The Beautiful and the Damned by Siddhartha Deb
Author:Siddhartha Deb [Deb, Siddhartha]
Language: eng
Format: epub
ISBN: 978-0-307-36805-8
Publisher: Doubleday Canada
Published: 2011-08-08T16:00:00+00:00
3
Soon after I arrived in Hyderabad, and before I knew anything about Armoor and red sorghum, I had met Vijay, a lecturer in economics at Hyderabad University. One Sunday, Vijay took me on a drive to a village called Qazipally. We travelled northwards out of Hyderabad, moving along a highway lined with restaurants and shops. Eventually, the urban sprawl gave way to a more ambiguous space where open stretches of land alternated with the walled and manicured complexes of pharmaceutical laboratories – segregated plots that consisted of little more than a brick wall, an iron gate and a security guard – and large construction sites where cement mixers and ashen-grey workers laboured to fill in the skeletal outlines of apartment buildings. Vijay’s small, battered Maruti car bounced furiously as we went uphill along a dirt track and then descended into a valley with clusters of huts lining the road, the land opening out behind the huts to rise towards a low hill.
The farmer Vijay was looking for was not at home, but Vijay knew his way around and led me behind the houses to a stretch of uneven, rocky land. He stopped when we came to a stream, a shallow strip of fluorescent green water. This had been a canal carrying fresh water, Vijay said, just as the land scattered with weeds and rocks had once been farming land. There was a shepherd grazing goats nearby, and he came closer when he heard Vijay. He had grown rice here, he said, until the land stopped being fertile and he had to resort to rearing goats. We walked parallel to the stream towards the hill I had seen earlier. The stench hit me when I climbed to the top. My nose and eyes started to burn. There was a lake of sorts below us, bubbling and brown, its surface indented with rocks, and although we were well away from the lake, the fumes coming from it were so strong that it was like standing over a vat of sulphuric acid. Vijay pointed to the horizon on the other side of the lake, where the factories releasing the effluents were located.
Afterwards, Vijay and I stood on the road talking to the villagers, who converged on foot and on motorcycles. They were very fond of Vijay because he had been with them from the beginning of their struggle, when they had tried to resist being encircled by the factories. The villagers had taken the polluting companies to court and had lost. They had held protests and been beaten up by hired thugs. They had seized trucks coming to the area to dump pollutants and had been arrested by the police while the truckers were released. They had asked the government to stop the pollution, but the state pollution control board had said that the land was clean. They had come together – across religion, caste and varying levels of affluence – to present a united front, but their village chief had been bought off by the companies and subsequently murdered by a rival.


#### YOUR OBJECTIVE:
Find the word "left" in the listing below, then return every line it appears in.

____ PROVIDED RECORDS

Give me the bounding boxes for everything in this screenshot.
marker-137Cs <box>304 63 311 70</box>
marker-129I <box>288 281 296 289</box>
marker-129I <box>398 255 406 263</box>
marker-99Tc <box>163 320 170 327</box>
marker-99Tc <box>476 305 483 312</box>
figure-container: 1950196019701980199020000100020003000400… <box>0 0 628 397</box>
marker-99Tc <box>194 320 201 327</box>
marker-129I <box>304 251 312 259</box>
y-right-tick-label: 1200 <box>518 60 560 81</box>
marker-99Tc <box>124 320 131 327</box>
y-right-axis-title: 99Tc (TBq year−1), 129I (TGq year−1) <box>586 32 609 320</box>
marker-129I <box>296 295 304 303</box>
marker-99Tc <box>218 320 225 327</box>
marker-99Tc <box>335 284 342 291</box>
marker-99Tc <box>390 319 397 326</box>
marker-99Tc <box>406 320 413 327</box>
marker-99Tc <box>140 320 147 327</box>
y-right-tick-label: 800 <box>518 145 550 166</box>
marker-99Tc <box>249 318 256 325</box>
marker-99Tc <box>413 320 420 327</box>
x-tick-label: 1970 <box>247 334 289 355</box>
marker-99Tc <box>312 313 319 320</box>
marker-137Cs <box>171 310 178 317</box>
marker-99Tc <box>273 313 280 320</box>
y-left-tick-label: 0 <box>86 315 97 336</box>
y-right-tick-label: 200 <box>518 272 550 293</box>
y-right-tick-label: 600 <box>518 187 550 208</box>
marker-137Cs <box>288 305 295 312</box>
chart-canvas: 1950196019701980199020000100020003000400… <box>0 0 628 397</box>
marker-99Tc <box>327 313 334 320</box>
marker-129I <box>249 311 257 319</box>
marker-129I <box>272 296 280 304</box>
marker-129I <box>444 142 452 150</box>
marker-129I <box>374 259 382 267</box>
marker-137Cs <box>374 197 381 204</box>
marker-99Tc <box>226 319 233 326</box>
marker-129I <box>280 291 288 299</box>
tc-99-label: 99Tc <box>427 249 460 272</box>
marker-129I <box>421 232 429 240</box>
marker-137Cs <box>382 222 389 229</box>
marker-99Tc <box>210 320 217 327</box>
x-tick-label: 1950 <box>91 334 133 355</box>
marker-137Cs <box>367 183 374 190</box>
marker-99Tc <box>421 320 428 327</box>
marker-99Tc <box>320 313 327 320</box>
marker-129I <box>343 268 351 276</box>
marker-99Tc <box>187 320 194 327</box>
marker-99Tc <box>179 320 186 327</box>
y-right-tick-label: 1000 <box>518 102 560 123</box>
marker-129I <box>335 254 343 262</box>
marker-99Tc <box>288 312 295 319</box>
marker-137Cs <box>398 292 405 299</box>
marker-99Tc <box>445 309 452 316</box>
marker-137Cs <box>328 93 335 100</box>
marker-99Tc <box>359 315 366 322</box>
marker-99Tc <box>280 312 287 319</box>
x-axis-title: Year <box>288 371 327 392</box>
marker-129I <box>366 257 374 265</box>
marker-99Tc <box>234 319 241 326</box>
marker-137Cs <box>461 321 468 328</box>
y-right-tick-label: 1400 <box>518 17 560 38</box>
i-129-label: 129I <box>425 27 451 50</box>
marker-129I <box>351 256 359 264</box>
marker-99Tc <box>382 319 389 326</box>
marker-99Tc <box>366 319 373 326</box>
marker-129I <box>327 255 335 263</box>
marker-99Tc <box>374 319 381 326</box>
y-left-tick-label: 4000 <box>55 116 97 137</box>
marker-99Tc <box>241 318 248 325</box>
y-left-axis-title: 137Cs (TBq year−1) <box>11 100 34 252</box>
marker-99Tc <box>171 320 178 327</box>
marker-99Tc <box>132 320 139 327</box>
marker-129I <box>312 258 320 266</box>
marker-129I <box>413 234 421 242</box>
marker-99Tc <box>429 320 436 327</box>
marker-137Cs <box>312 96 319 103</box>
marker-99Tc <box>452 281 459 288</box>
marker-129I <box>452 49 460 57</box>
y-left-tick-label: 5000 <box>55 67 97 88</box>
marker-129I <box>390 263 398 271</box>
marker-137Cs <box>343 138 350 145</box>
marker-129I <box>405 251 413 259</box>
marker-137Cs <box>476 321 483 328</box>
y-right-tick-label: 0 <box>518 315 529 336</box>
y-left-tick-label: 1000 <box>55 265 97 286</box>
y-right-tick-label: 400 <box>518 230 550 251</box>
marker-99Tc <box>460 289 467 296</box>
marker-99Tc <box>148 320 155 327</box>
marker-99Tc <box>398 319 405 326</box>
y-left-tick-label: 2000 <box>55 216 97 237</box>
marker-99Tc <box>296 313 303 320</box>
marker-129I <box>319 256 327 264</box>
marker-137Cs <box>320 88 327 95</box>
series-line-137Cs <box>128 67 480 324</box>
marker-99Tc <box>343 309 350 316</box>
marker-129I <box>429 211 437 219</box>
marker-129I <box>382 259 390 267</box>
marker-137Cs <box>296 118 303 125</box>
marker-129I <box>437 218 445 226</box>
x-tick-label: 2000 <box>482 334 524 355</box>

________

#### PROBLEM SOLUTION:
y-left-tick-label: 0 <box>86 315 97 336</box>
y-left-tick-label: 4000 <box>55 116 97 137</box>
y-left-axis-title: 137Cs (TBq year−1) <box>11 100 34 252</box>
y-left-tick-label: 5000 <box>55 67 97 88</box>
y-left-tick-label: 1000 <box>55 265 97 286</box>
y-left-tick-label: 2000 <box>55 216 97 237</box>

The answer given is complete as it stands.